Staff at QED Biomedical Ltd have conducted research to demonstrate how sample bias in patient- derived tumour tissue samples with somatic mutations may affect current clinical research and precision medicine.

The research identified the following limitations:
The review found no guidelines to aid systematic reviewers, clinical researchers, or decision makers in considering, critiquing, and understanding the impact of sample bias produced by tumour heterogeneity. General recommendations to deal with tumour heterogeneity included the use of multiple tumour samples per patient, selection of sample purity thresholds, specific sequencing techniques, liquid biopsy and microdissection.

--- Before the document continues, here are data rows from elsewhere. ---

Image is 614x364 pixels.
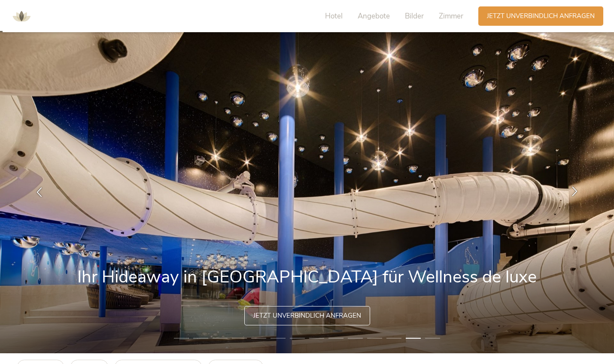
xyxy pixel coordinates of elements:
span: Hotel [325,11,342,21]
img: AMONTI & LUNARIS Wellnessresort [9,3,35,29]
span: Bilder [405,11,424,21]
a: AMONTI & LUNARIS Wellnessresort [9,13,35,19]
span: Zimmer [438,11,463,21]
span: Jetzt unverbindlich anfragen [253,311,361,320]
span: Jetzt unverbindlich anfragen [487,11,594,21]
span: Angebote [357,11,390,21]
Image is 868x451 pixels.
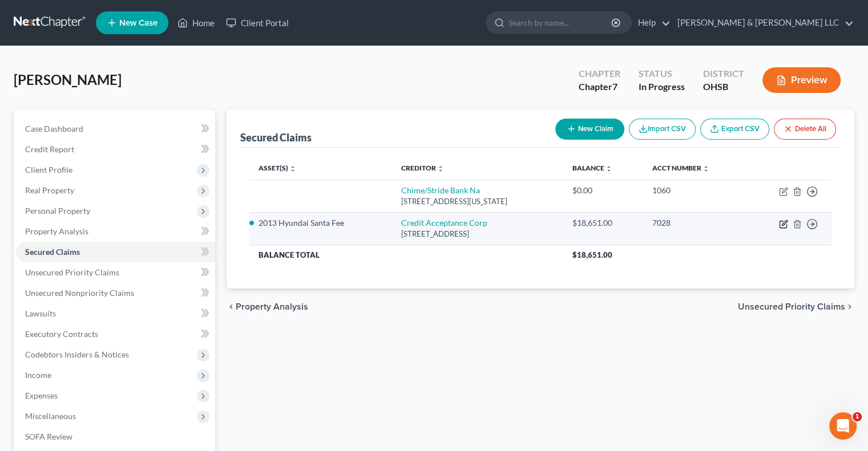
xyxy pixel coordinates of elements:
a: SOFA Review [16,426,215,447]
i: chevron_right [845,302,854,311]
button: Preview [762,67,841,93]
iframe: Intercom live chat [829,412,857,440]
span: Miscellaneous [25,411,76,421]
input: Search by name... [508,12,613,33]
div: $18,651.00 [572,217,634,228]
div: $0.00 [572,185,634,196]
div: Status [639,67,685,81]
span: 7 [612,81,617,92]
span: Property Analysis [25,226,89,236]
a: Asset(s) unfold_more [259,164,296,172]
a: Lawsuits [16,303,215,324]
div: 7028 [652,217,737,228]
span: Expenses [25,390,57,400]
span: New Case [119,19,157,27]
i: unfold_more [289,165,296,172]
span: SOFA Review [25,432,73,441]
div: [STREET_ADDRESS] [401,228,554,239]
div: [STREET_ADDRESS][US_STATE] [401,196,554,207]
li: 2013 Hyundai Santa Fee [259,217,383,228]
a: [PERSON_NAME] & [PERSON_NAME] LLC [671,13,853,33]
button: Import CSV [629,119,695,140]
div: Secured Claims [240,131,311,145]
i: unfold_more [437,165,444,172]
a: Export CSV [700,119,769,140]
span: Case Dashboard [25,124,83,133]
span: [PERSON_NAME] [14,71,121,88]
span: Lawsuits [25,308,56,318]
a: Balance unfold_more [572,164,612,172]
a: Credit Report [16,139,215,160]
button: chevron_left Property Analysis [227,302,308,311]
div: In Progress [639,81,685,93]
span: Unsecured Priority Claims [25,267,119,277]
span: Executory Contracts [25,329,98,338]
i: unfold_more [605,165,612,172]
a: Case Dashboard [16,119,215,139]
button: Unsecured Priority Claims chevron_right [738,302,854,311]
a: Property Analysis [16,221,215,242]
span: Income [25,370,51,380]
div: Chapter [579,81,620,93]
i: chevron_left [227,302,235,311]
span: Credit Report [25,145,74,154]
button: Delete All [773,119,836,140]
span: Codebtors Insiders & Notices [25,350,129,359]
a: Secured Claims [16,242,215,262]
span: Unsecured Priority Claims [738,302,845,311]
span: Personal Property [25,206,90,215]
span: $18,651.00 [572,250,612,259]
span: Property Analysis [235,302,308,311]
a: Help [632,13,671,33]
div: Chapter [579,67,620,81]
a: Creditor unfold_more [401,164,444,172]
a: Unsecured Nonpriority Claims [16,282,215,303]
i: unfold_more [702,165,709,172]
div: 1060 [652,185,737,196]
span: Secured Claims [25,247,80,256]
span: Real Property [25,185,74,195]
th: Balance Total [249,244,563,265]
a: Chime/Stride Bank Na [401,185,480,195]
div: OHSB [703,81,744,93]
a: Home [172,13,220,33]
span: 1 [853,412,861,421]
a: Client Portal [220,13,295,33]
span: Client Profile [25,165,73,175]
button: New Claim [555,119,624,140]
a: Executory Contracts [16,324,215,344]
span: Unsecured Nonpriority Claims [25,288,134,298]
a: Unsecured Priority Claims [16,262,215,282]
a: Acct Number unfold_more [652,164,709,172]
div: District [703,67,744,81]
a: Credit Acceptance Corp [401,218,487,227]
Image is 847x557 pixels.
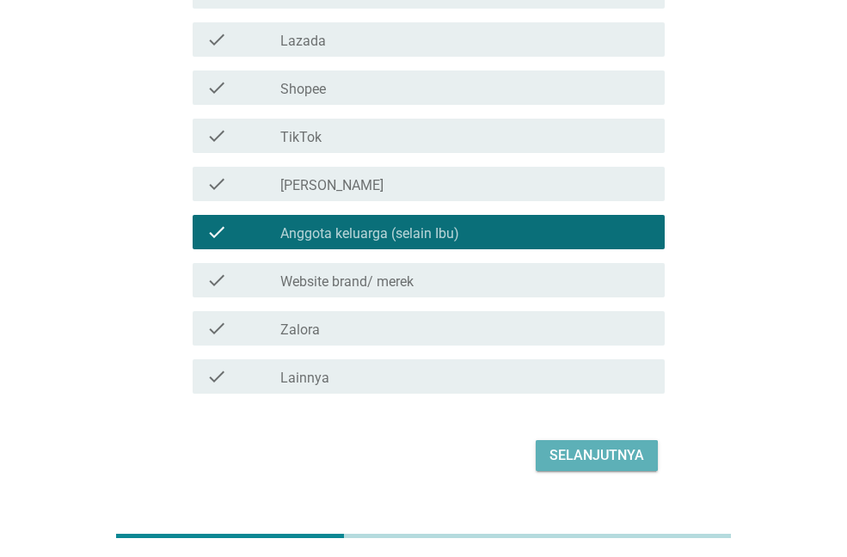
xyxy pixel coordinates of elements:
i: check [206,77,227,98]
label: Lazada [280,33,326,50]
i: check [206,126,227,146]
i: check [206,29,227,50]
i: check [206,222,227,243]
label: Shopee [280,81,326,98]
div: Selanjutnya [550,446,644,466]
label: Zalora [280,322,320,339]
i: check [206,270,227,291]
label: Website brand/ merek [280,274,414,291]
label: Lainnya [280,370,329,387]
label: Anggota keluarga (selain Ibu) [280,225,459,243]
i: check [206,318,227,339]
i: check [206,366,227,387]
label: TikTok [280,129,322,146]
label: [PERSON_NAME] [280,177,384,194]
i: check [206,174,227,194]
button: Selanjutnya [536,440,658,471]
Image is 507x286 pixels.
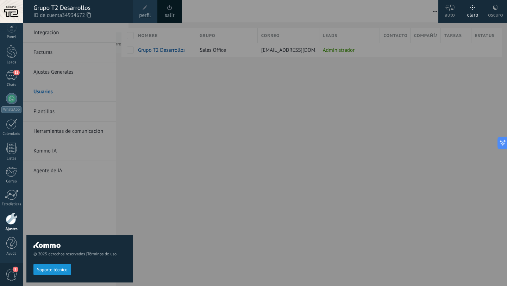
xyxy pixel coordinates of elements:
[33,266,71,272] a: Soporte técnico
[62,12,91,19] span: 34934672
[1,106,21,113] div: WhatsApp
[33,251,126,256] span: © 2025 derechos reservados |
[1,132,22,136] div: Calendario
[29,41,35,46] img: tab_domain_overview_orange.svg
[1,156,22,161] div: Listas
[13,266,18,272] span: 1
[139,12,151,19] span: perfil
[11,18,17,24] img: website_grey.svg
[1,202,22,206] div: Estadísticas
[87,251,116,256] a: Términos de uso
[18,18,79,24] div: Dominio: [DOMAIN_NAME]
[37,42,54,46] div: Dominio
[33,4,126,12] div: Grupo T2 Desarrollos
[11,11,17,17] img: logo_orange.svg
[83,42,112,46] div: Palabras clave
[13,70,19,75] span: 12
[75,41,81,46] img: tab_keywords_by_traffic_grey.svg
[444,5,454,23] div: auto
[165,12,174,19] a: salir
[488,5,502,23] div: oscuro
[1,35,22,39] div: Panel
[33,263,71,275] button: Soporte técnico
[20,11,34,17] div: v 4.0.24
[1,227,22,231] div: Ajustes
[37,267,68,272] span: Soporte técnico
[1,251,22,256] div: Ayuda
[1,83,22,87] div: Chats
[1,60,22,65] div: Leads
[467,5,478,23] div: claro
[33,12,126,19] span: ID de cuenta
[1,179,22,184] div: Correo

In molecular biomarker research pathology methods, pathology results and tumour purity are underreported, preventing evaluation of sample bias. In 58% of datasets it was unclear if the tissues under investigation were diagnosed directly or assumed from the patient’s pathology.

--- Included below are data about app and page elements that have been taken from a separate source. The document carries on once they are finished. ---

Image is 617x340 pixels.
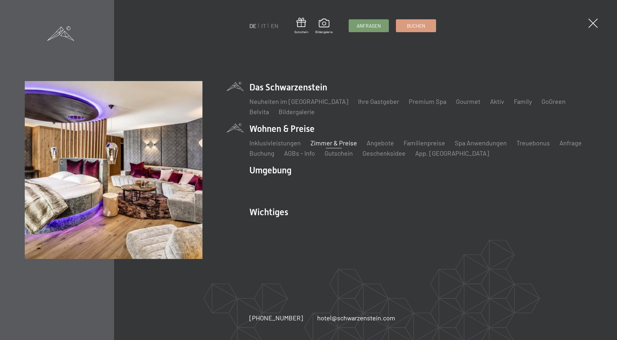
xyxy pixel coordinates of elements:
[315,30,333,34] span: Bildergalerie
[409,97,446,105] a: Premium Spa
[315,19,333,34] a: Bildergalerie
[357,22,381,29] span: Anfragen
[284,149,315,157] a: AGBs - Info
[294,18,308,34] a: Gutschein
[25,81,202,259] img: Wellnesshotel Südtirol SCHWARZENSTEIN - Wellnessurlaub in den Alpen, Wandern und Wellness
[249,97,348,105] a: Neuheiten im [GEOGRAPHIC_DATA]
[294,30,308,34] span: Gutschein
[261,22,266,29] a: IT
[516,139,550,147] a: Treuebonus
[279,108,315,115] a: Bildergalerie
[271,22,278,29] a: EN
[349,20,389,32] a: Anfragen
[455,139,507,147] a: Spa Anwendungen
[415,149,489,157] a: App. [GEOGRAPHIC_DATA]
[456,97,480,105] a: Gourmet
[407,22,425,29] span: Buchen
[514,97,532,105] a: Family
[249,313,303,322] a: [PHONE_NUMBER]
[249,149,274,157] a: Buchung
[325,149,353,157] a: Gutschein
[358,97,399,105] a: Ihre Gastgeber
[317,313,395,322] a: hotel@schwarzenstein.com
[542,97,566,105] a: GoGreen
[367,139,394,147] a: Angebote
[560,139,582,147] a: Anfrage
[396,20,436,32] a: Buchen
[249,108,269,115] a: Belvita
[363,149,406,157] a: Geschenksidee
[490,97,504,105] a: Aktiv
[249,314,303,321] span: [PHONE_NUMBER]
[249,139,301,147] a: Inklusivleistungen
[249,22,256,29] a: DE
[310,139,357,147] a: Zimmer & Preise
[404,139,445,147] a: Familienpreise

Authors reporting on tissue samples derived from databases did not report any baseline pathology results or pathology methods.

Implications:

  • There is a lag in knowledge between clinical decision makers and biomedical scientists with regards to how tumour heterogeneity can impact sample bias.

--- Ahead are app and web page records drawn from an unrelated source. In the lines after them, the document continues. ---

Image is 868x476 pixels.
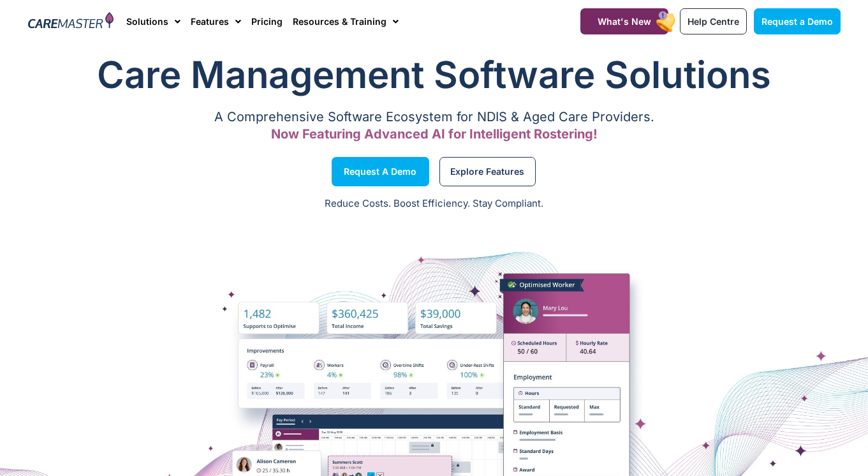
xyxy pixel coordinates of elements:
span: Request a Demo [344,168,417,175]
span: Help Centre [687,16,739,27]
a: What's New [580,8,668,34]
a: Help Centre [679,8,746,34]
a: Request a Demo [331,157,429,187]
span: Request a Demo [761,16,833,27]
span: What's New [597,16,651,27]
img: CareMaster Logo [28,12,114,31]
p: A Comprehensive Software Ecosystem for NDIS & Aged Care Providers. [28,113,840,121]
a: Request a Demo [754,8,840,34]
p: Reduce Costs. Boost Efficiency. Stay Compliant. [8,197,860,211]
h1: Care Management Software Solutions [28,49,840,100]
a: Explore Features [439,157,536,187]
span: Explore Features [450,168,524,175]
span: Now Featuring Advanced AI for Intelligent Rostering! [271,126,597,141]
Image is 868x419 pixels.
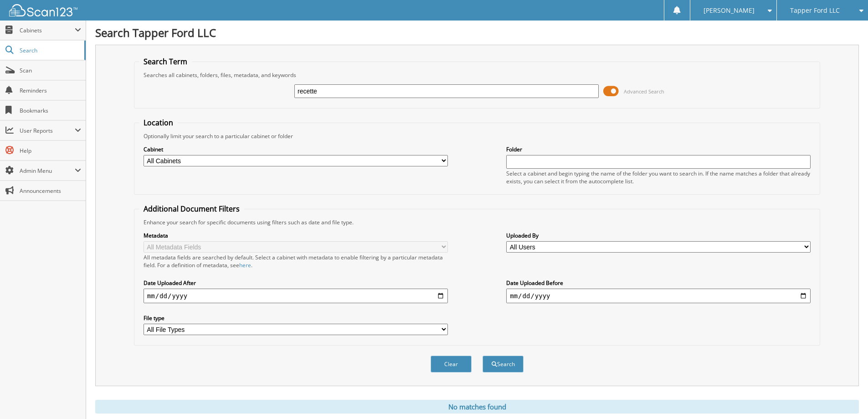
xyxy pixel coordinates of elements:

  • The reporting standards of tumour tissue samples needs to be improved.
  • Sample bias due to tumour heterogeneity hinders the identification of all somatic gene mutations in a tissue sample. This produces false negative results in tumours analysed for genetic or molecular biomarkers. Ultimately, the underreporting of genetic mutations prevents beneficial precision medical treatments reaching all possible patients.